6. You call the referee who answers at once. They've received your fax, it's legible, the former employee left recently, they haven't changed their name, and the new HR system won't take long to retrieve the data. You should receive the reference soon.
7. You call again. The usually busy referee knows you by now, and yours is the only request they've had all week. You agree a time when they'll fax the reference.
8. You stand by at the agreed time:! You brace yourself, hoping the reference is legible and corroborates the CV (3/4 CVs don't contain fabrications so there's a good chance).
9. Success! You've had good luck, know-how and nothing else to do. Only one more reference to get from a US office that opens this afternoon.

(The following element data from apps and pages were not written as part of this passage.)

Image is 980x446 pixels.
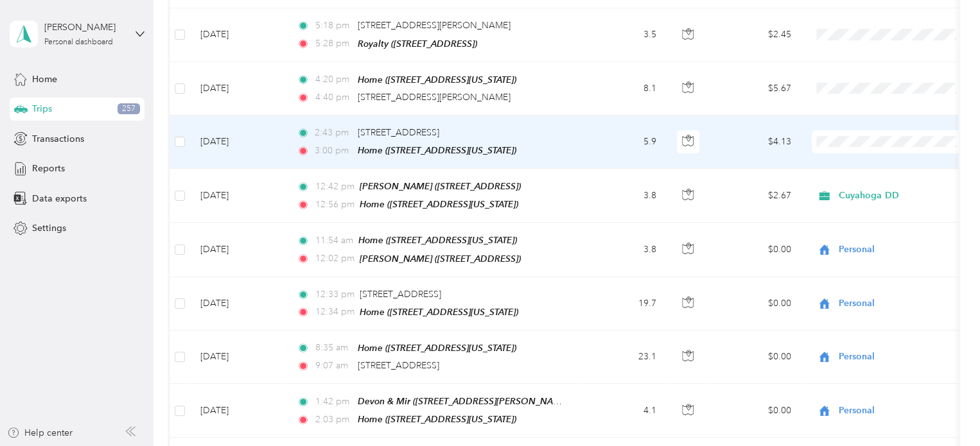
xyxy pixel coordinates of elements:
[360,199,519,209] span: Home ([STREET_ADDRESS][US_STATE])
[582,223,667,277] td: 3.8
[190,330,287,384] td: [DATE]
[315,359,351,373] span: 9:07 am
[712,330,802,384] td: $0.00
[315,251,354,266] span: 12:02 pm
[360,254,521,264] span: [PERSON_NAME] ([STREET_ADDRESS])
[360,289,441,300] span: [STREET_ADDRESS]
[190,116,287,169] td: [DATE]
[315,180,354,194] span: 12:42 pm
[712,384,802,438] td: $0.00
[582,8,667,62] td: 3.5
[32,192,86,205] span: Data exports
[315,72,351,86] span: 4:20 pm
[358,396,571,407] span: Devon & Mir ([STREET_ADDRESS][PERSON_NAME])
[44,39,113,46] div: Personal dashboard
[582,278,667,330] td: 19.7
[118,103,140,115] span: 257
[358,360,439,371] span: [STREET_ADDRESS]
[44,21,125,34] div: [PERSON_NAME]
[190,62,287,116] td: [DATE]
[190,384,287,438] td: [DATE]
[190,169,287,223] td: [DATE]
[358,39,478,48] span: Royalty ([STREET_ADDRESS])
[315,341,351,355] span: 8:35 am
[315,37,351,51] span: 5:28 pm
[839,242,957,257] span: Personal
[315,198,354,212] span: 12:56 pm
[358,235,517,245] span: Home ([STREET_ADDRESS][US_STATE])
[32,132,84,145] span: Transactions
[712,8,802,62] td: $2.45
[712,169,802,223] td: $2.67
[360,181,521,191] span: [PERSON_NAME] ([STREET_ADDRESS])
[839,404,957,418] span: Personal
[190,8,287,62] td: [DATE]
[358,20,511,31] span: [STREET_ADDRESS][PERSON_NAME]
[32,102,52,116] span: Trips
[582,169,667,223] td: 3.8
[315,287,354,301] span: 12:33 pm
[712,116,802,169] td: $4.13
[839,297,957,310] span: Personal
[712,278,802,330] td: $0.00
[315,305,354,319] span: 12:34 pm
[908,375,980,446] iframe: Everlance-gr Chat Button Frame
[582,384,667,438] td: 4.1
[358,145,516,155] span: Home ([STREET_ADDRESS][US_STATE])
[582,62,667,116] td: 8.1
[582,116,667,169] td: 5.9
[315,126,351,140] span: 2:43 pm
[32,162,65,175] span: Reports
[190,223,287,277] td: [DATE]
[315,412,351,427] span: 2:03 pm
[839,189,957,203] span: Cuyahoga DD
[358,92,511,103] span: [STREET_ADDRESS][PERSON_NAME]
[315,144,351,158] span: 3:00 pm
[358,75,516,85] span: Home ([STREET_ADDRESS][US_STATE])
[582,330,667,384] td: 23.1
[315,395,351,409] span: 1:42 pm
[190,278,287,330] td: [DATE]
[712,62,802,116] td: $5.67
[358,414,516,425] span: Home ([STREET_ADDRESS][US_STATE])
[32,72,58,86] span: Home
[839,350,957,364] span: Personal
[358,343,516,353] span: Home ([STREET_ADDRESS][US_STATE])
[315,19,351,33] span: 5:18 pm
[360,307,519,317] span: Home ([STREET_ADDRESS][US_STATE])
[315,233,353,248] span: 11:54 am
[712,223,802,277] td: $0.00
[315,90,351,104] span: 4:40 pm
[358,127,439,138] span: [STREET_ADDRESS]
[7,426,72,439] button: Help center
[32,222,66,235] span: Settings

Then simply verify IDs and right to work (you know what to look for – you've seen countless passports, drivers licences, utility bills), check academic records (this college opens during holidays) and review credit history.
If only you had a team of knowledgeable professionals, experts in eliciting references, dedicated to nothing else…
David Chernick
Reed Screening
How Flexible is the sRDMS?
I am in the management team of refero and would quickly like to point out that whilst we seek to bring a common standard to outgoing staff references, we offer to client users of all sectors the flexibility to include as much or as little information in the reference as their policies and sector permits. For example, in the legal sector, clients wish to have a different type of reference for law firm senior partners; social care clients wish to enter a far more detailed summary of the departed staff members’ personality and job performance -which is crucial to that sector for their own process and risks and liabilities.
Our years of research showed us that a system such as the sRDMS was far more helpful to employers and job seekers than the current nebulous referencing landscape.
Hope that brings more clarification.
Changing attitudes to references
I find that increasingly previous employers will give no more information about an ex-employee than confirmation of the fact they were employed, the dates, the capacity and the sickness record. Often that is all I am asked for by a new employer. The situation depicted by Mr Bagnall is increasingly uncommon as busy people refuse to plough through length questionnaires and job descriptions (which may bear little reality to the real job the person will do when they get into post). As he says, no-one in their right miond will give a referee they know will give a bad reference, so what is the value of a reference from someone hand-picked to give a good one? I think there is in many cases a value in the proposed system as a basic validation of an individual’s claims. If an employer wants any more they can hunt it out for themselves.
How useful are standard references?
I don’t wish to pour cold water on this idea but I really don’t like standard references which, if I’ve read the article correctly, is what is being offered.
We tend to ask previous employers whether they think the candidate is likely to be able to undertake the tasks listed in a job description which we also include with the request. Apart from a few organisations that use a certain reply format, most do comment at some length and it is not uncommon to receive a phone call from the referee.
Standard references tend to be so bland as to be meaningless. It is, of course, true that referees need to be careful what they write but if any candidate is daft enough to nominate a referee who is going to write a poor reference then they are probably not worth appointing.